On surface polariton resonance and its curvature concentration effects from 3D elastic nanorods
Youjun Deng, Hongyu Liu, Wanjing Tang, Guang-Hui Zheng
TL;DR
This work develops a rigorous elastic counterpart to surface polariton resonance by analyzing 3D elastic nanorods via the matrix-valued Neumann-Poincaré operator and elastic layer potentials. By constructing detailed asymptotic expansions for static and frequency-dependent layer potentials and the associated NP operator in slender, anisotropic geometries, the authors derive explicit resonance conditions that couple elastic constants, frequency, and geometry. They establish precise energy blow-up rates and reveal a sharp curvature concentration effect that localizes field enhancement at the nanorod ends P and Q in a key regime, while identifying regimes with lateral surface concentration. The results provide a foundational theoretical framework for engineering elastic SPRs through shape and material design, with potential applications in sensing, wave focusing, and metamaterial devices.
Abstract
This paper investigates surface polariton resonance (SPR) in three-dimensional elastic metamaterials with nanorod geometry. The primary motivation is to surpass the physical limitations imposed by the quasi-static approximation for SPRs through anisotropic geometric design. The analysis boils down to analyzing the spectral properties of the matrix-valued elastic Neumann-Poincaré (NP) operator defined on the nanorod boundary. We develop novel analytical techniques and conduct a rigorous asymptotic analysis of elastic layer potential operators, specifically adapted for highly anisotropic structures. Within this framework, we derive precise asymptotic formulas for the scattered field in the quasi-static regime. A thorough examination of these expressions yields explicit resonance conditions that intricately link three fundamental parameters: elastic material parameters, wave frequency, and nanorod geometry. Furthermore, we characterize the intrinsic relationship between these parameters and the associated energy blow-up rate of the resonant field. This analysis explicitly establishes a sharp curvature concentration effect at the nanorod extremities, where field enhancement is locally maximized. Our work provides a rigorous theoretical foundation for harnessing elastic SPRs through anisotropic geometric engineering, with implications for sensing, wave focusing, and metamaterial applications.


What is the number of lines in the data that contain "labels"? Nothing besides that number, please.

[Figure dataset records]
%%
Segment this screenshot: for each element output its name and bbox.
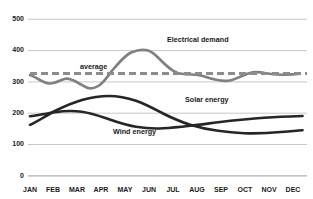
annotation-electrical-demand: Electrical demand xyxy=(167,35,229,44)
series-path-electrical-demand xyxy=(30,50,298,89)
y-axis-label-300: 300 xyxy=(0,78,24,85)
y-axis-label-400: 400 xyxy=(0,46,24,53)
x-axis-label-jan: JAN xyxy=(18,186,42,193)
line-chart: 500 400 300 200 100 0 JAN FEB MAR APR MA… xyxy=(0,0,313,199)
y-axis-label-0: 0 xyxy=(0,172,24,179)
annotation-wind-energy: Wind energy xyxy=(113,127,156,136)
x-axis-label-jul: JUL xyxy=(161,186,185,193)
y-axis-label-100: 100 xyxy=(0,140,24,147)
x-axis-label-nov: NOV xyxy=(257,186,281,193)
x-axis-label-apr: APR xyxy=(89,186,113,193)
y-axis-label-200: 200 xyxy=(0,109,24,116)
x-axis-label-mar: MAR xyxy=(65,186,89,193)
chart-canvas xyxy=(0,0,313,199)
x-axis-label-dec: DEC xyxy=(281,186,305,193)
x-axis-label-aug: AUG xyxy=(185,186,209,193)
annotation-solar-energy: Solar energy xyxy=(185,95,229,104)
x-axis-label-feb: FEB xyxy=(41,186,65,193)
annotation-average: average xyxy=(80,62,107,71)
x-axis-label-oct: OCT xyxy=(233,186,257,193)
x-axis-label-may: MAY xyxy=(113,186,137,193)
y-axis-label-500: 500 xyxy=(0,15,24,22)
x-axis-label-jun: JUN xyxy=(137,186,161,193)
x-axis-label-sep: SEP xyxy=(209,186,233,193)
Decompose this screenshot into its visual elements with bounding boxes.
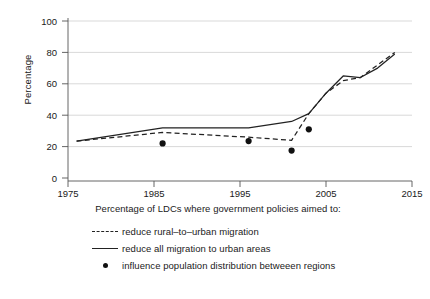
- y-tick-label-20: 20: [46, 141, 57, 152]
- legend-label-dashed: reduce rural–to–urban migration: [122, 226, 259, 237]
- y-tick-label-100: 100: [41, 16, 57, 27]
- dashed-line-key: [88, 231, 122, 232]
- legend-title: Percentage of LDCs where government poli…: [0, 203, 430, 214]
- solid-series-line: [77, 54, 395, 141]
- data-series-layer: [77, 52, 395, 153]
- x-axis-tick-labels: 1975 1985 1995 2005 2015: [57, 188, 422, 199]
- y-axis-tick-labels: 100 80 60 40 20 0: [41, 16, 57, 184]
- y-axis-ticks: [62, 21, 68, 178]
- data-point: [160, 140, 166, 146]
- x-tick-label-1975: 1975: [57, 188, 78, 199]
- x-tick-label-2005: 2005: [315, 188, 336, 199]
- y-tick-label-80: 80: [46, 47, 57, 58]
- data-point: [246, 138, 252, 144]
- data-point: [289, 147, 295, 153]
- data-point: [306, 126, 312, 132]
- legend-label-points: influence population distribution betwee…: [122, 260, 335, 271]
- series-2: [77, 54, 395, 141]
- legend-items: reduce rural–to–urban migration reduce a…: [0, 223, 430, 274]
- x-axis-ticks: [68, 181, 412, 187]
- x-tick-label-2015: 2015: [401, 188, 422, 199]
- series-3: [160, 126, 312, 153]
- legend-item-points: influence population distribution betwee…: [88, 257, 430, 274]
- plot-area: Percentage: [0, 0, 430, 200]
- x-tick-label-1995: 1995: [229, 188, 250, 199]
- y-axis-title: Percentage: [22, 35, 33, 125]
- y-tick-label-0: 0: [52, 173, 57, 184]
- y-tick-label-60: 60: [46, 78, 57, 89]
- dot-marker-key: [88, 263, 122, 268]
- chart-legend: Percentage of LDCs where government poli…: [0, 203, 430, 274]
- y-tick-label-40: 40: [46, 110, 57, 121]
- legend-item-solid: reduce all migration to urban areas: [88, 240, 430, 257]
- chart-figure: Percentage: [0, 0, 430, 299]
- legend-label-solid: reduce all migration to urban areas: [122, 243, 271, 254]
- axis-spines: [68, 18, 412, 181]
- x-tick-label-1985: 1985: [143, 188, 164, 199]
- chart-svg: 100 80 60 40 20 0 1975 1985 1995 2005: [0, 0, 430, 200]
- solid-line-key: [88, 248, 122, 249]
- legend-item-dashed: reduce rural–to–urban migration: [88, 223, 430, 240]
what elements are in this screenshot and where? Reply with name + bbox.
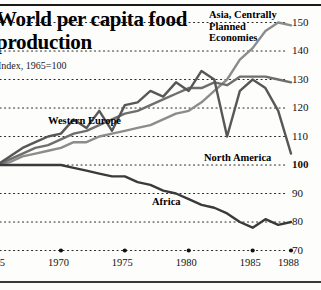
%%
• REPLY:
2